Adys is the older sister of Ania Guillermina Lastres Morera, who was sanctioned earlier this month for her role at GAESA. U.S. officials say Ania manages international assets that allegedly support the elite lifestyles of Castro-era insiders and bankroll political influence abroad. The family connection, they argue, is not incidental but key to understanding how a small network moves money into private accounts while Cubans endure shortages.

“Today, Adys Lastres Morera, a Cuban national with ties to the communist regime in Havana, was arrested following the Department of State’s termination of her lawful permanent resident (LPR) status, at my direction,” Rubio said, making clear this was a directed, policy-driven action. That statement frames the arrest as part of a broader strategy to hold accountable those who enrich the regime at the expense of their own people. It also signals a willingness to use immigration tools as a lever against foreign malign actors.

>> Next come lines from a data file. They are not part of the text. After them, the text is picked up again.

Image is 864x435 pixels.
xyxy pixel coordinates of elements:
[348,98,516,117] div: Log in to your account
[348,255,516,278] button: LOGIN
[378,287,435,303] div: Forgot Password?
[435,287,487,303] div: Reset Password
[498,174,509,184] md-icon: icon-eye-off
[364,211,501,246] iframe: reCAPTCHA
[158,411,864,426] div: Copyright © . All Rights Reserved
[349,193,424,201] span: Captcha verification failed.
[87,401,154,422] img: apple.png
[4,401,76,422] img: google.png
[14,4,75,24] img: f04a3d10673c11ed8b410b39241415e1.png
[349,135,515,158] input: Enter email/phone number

Rubio has been outspoken about GAESA’s role in the island’s economy, arguing it acts as an elite extraction machine while the population suffers basic shortages. “While the Cuban people suffer from the collapse of Cuba’s non-functioning communist economy, GAESA functions to allow a small circle of regime elites to plunder all the remaining resources of the island, squirreling away as much as $20 billion in illicit funds away in hidden overseas bank accounts,” he said. That passage lays out the administration’s moral and financial case for targeting the conglomerate’s networks.

Beyond money laundering allegations, officials contend that assets tied to GAESA help underwrite a far-reaching agenda of influence and covert activity. Rubio and others claim those resources support “lavish lifestyles” among Havana’s inner circle and fund efforts tied to ideological influence abroad. For Capitol Hill conservatives, disrupting that funding stream is as much about national security as it is about justice for the Cuban people.

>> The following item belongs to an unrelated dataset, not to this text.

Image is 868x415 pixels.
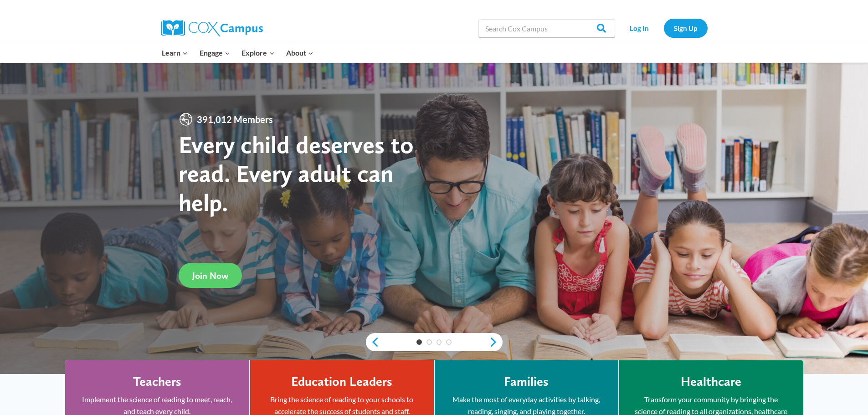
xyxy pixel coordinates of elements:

Inside Cuba, conditions have worsened with persistent blackouts and severe shortages of food, fuel, and medicine, realities critics blame on a failed economic system and elite mismanagement. U.S. officials say those shortages are made worse when resources are diverted away from essential services and into secret accounts overseas. The arrest of someone living in Florida who allegedly played a role in that diversion sends a clear message that proximity to the U.S. does not guarantee protection from enforcement.

“GAESA’s ill-gotten riches are not spent on repairing the collapsing power grid, stocking empty pharmacies, feeding hungry families, or providing for the most basic and essential needs of the Cuban people. Instead, they are used to enrich Havana’s elites and underwrite their ongoing campaign of espionage, subversion, and revolutionary militancy against the free peoples of this hemisphere,” he said, tying the financial charges to broader regional security concerns. That language frames the action as more than an immigration case; it is a push against an influence network that critics say threatens democratic friends and neighbors.